Luis Collazo will once again demonstrate his support for The NephCure Foundation when he meets Amir Khan in a critical confrontation May 3 as the co-featured bout on the Floyd Mayweather vs. Marcos Maidana card at the MGM Grand in Las Vegas.
When he knocked out Victor Ortiz before his hometown fans Jan. 30 at Barclays Center in Brooklyn, Collazo entered the ring with NEPHCURE.ORG emblazoned on his robe and on the back of his trunks in support of the kidney disease patient advocacy group and his teenage friend, Allie Genatt, who suffers from the debilitating kidney disease FSGS. Collazo will sport similar NEPHCURE.ORG identification in the ring on May 3, when he takes on Khan.
The winner of the battle will be positioned to possibly meet Mayweather later this year or in 2015.
A two-time New York City Golden Gloves Champion (35-5, 18 KO’s), Collazo returned to the ranks of elite fighters with his spectacular second round knockout of Ortiz, the younger, more prominent favorite, on Jan. 30. When he landed the perfectly-timed right-hook knockout punch, the NEPHCURE.ORG was easily recognizable in video and still photos seen via media outlets around the world. Collazo embraced NephCure for that fight when learning of the kidney disease afflicting 15-year-old Genatt, whom he met during training sessions at Competitive Edge Athletics in Port Washington, Long Island.
NephCure launched an awareness campaign around the Super Bowl-week Collazo- Ortiz card, specifically targeting New York City’s Latino population centering on the popular Collazo, a New Yorker of Puerto Rican descent who grew up in Brooklyn and lives in Queens. That campaign will continue around the Collazo-Khan fight as the May 3 Las Vegas date approaches. Genatt is a 15-year-old Long Islander who was first diagnosed with Nephrotic Syndrome at age two. The disease was later confirmed as FSGS and she endured years of medications with risky side effects before receiving a kidney transplant (from her mother) at age 11. Collazo has also spent time with eight-year-old Nephrotic Syndrome sufferer Manuel Casado of The Bronx and 11-year-old FSGS sufferer Matthew Levine of Long Island.
“The challenge with FSGS is that there is a very high rate of reoccurrence when the disease attacks the new kidneys,” stated Henry Brehm, Executive Director of The NephCure Foundation. ”We have much work to do raising awareness and funding for research so people with FSGS can avoid the road to dialysis and transplant.”
FSGS (Focal Segmental Glomerulosclerosis), which afflicted the late actor Gary Coleman and interrupted the NBA career of Alonzo Mourning, is a disease that damages the kidney function, often requiring dialysis or transplant. The NephCure Foundation is the only organization committed exclusively to support research seeking the causes of FSGS and Nephrotic Syndrome, improve treatment and find a cure.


PROMPT:
From the records below, count the lines containing the word "strip" and give only that number.
START SOURCE MATERIAL
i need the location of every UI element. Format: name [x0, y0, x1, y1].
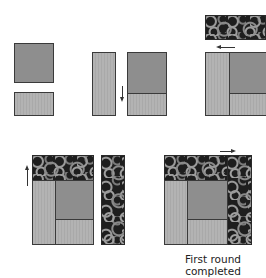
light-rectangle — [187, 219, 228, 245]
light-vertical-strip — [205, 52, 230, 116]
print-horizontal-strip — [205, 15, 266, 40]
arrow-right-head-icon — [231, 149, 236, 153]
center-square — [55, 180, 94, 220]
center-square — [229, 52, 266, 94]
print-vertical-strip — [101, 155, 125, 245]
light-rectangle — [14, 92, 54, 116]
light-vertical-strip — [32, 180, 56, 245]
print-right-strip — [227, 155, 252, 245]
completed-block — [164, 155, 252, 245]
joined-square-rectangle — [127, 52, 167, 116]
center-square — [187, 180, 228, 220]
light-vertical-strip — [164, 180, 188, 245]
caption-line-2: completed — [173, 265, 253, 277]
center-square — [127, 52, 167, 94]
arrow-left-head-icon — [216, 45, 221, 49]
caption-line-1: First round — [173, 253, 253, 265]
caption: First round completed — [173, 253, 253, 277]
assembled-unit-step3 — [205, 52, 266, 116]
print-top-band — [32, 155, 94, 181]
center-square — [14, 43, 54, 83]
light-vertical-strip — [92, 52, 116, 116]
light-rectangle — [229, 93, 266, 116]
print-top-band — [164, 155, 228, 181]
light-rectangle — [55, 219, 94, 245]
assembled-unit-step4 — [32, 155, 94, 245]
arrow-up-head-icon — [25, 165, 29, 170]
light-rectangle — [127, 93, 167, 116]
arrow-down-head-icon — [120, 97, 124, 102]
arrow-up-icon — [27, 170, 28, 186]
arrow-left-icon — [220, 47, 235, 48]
END SOURCE MATERIAL
START SOURCE MATERIAL
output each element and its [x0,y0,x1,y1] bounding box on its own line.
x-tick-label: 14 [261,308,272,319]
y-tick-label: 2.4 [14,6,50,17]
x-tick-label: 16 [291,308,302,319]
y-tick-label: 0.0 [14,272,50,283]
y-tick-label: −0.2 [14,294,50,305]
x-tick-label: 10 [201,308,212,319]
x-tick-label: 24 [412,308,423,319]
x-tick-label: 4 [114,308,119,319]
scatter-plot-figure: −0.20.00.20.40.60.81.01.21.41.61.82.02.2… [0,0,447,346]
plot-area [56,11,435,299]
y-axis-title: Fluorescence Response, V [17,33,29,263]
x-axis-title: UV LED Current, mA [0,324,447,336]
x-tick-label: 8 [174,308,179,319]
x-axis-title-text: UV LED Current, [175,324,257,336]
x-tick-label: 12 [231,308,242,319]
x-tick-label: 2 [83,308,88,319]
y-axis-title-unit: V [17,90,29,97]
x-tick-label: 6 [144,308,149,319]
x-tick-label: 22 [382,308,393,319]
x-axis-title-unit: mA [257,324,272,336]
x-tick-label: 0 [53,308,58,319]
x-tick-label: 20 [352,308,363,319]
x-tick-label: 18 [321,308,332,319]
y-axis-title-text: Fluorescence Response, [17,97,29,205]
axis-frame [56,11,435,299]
END SOURCE MATERIAL
SOLUTION TO THE PROBLEM:
7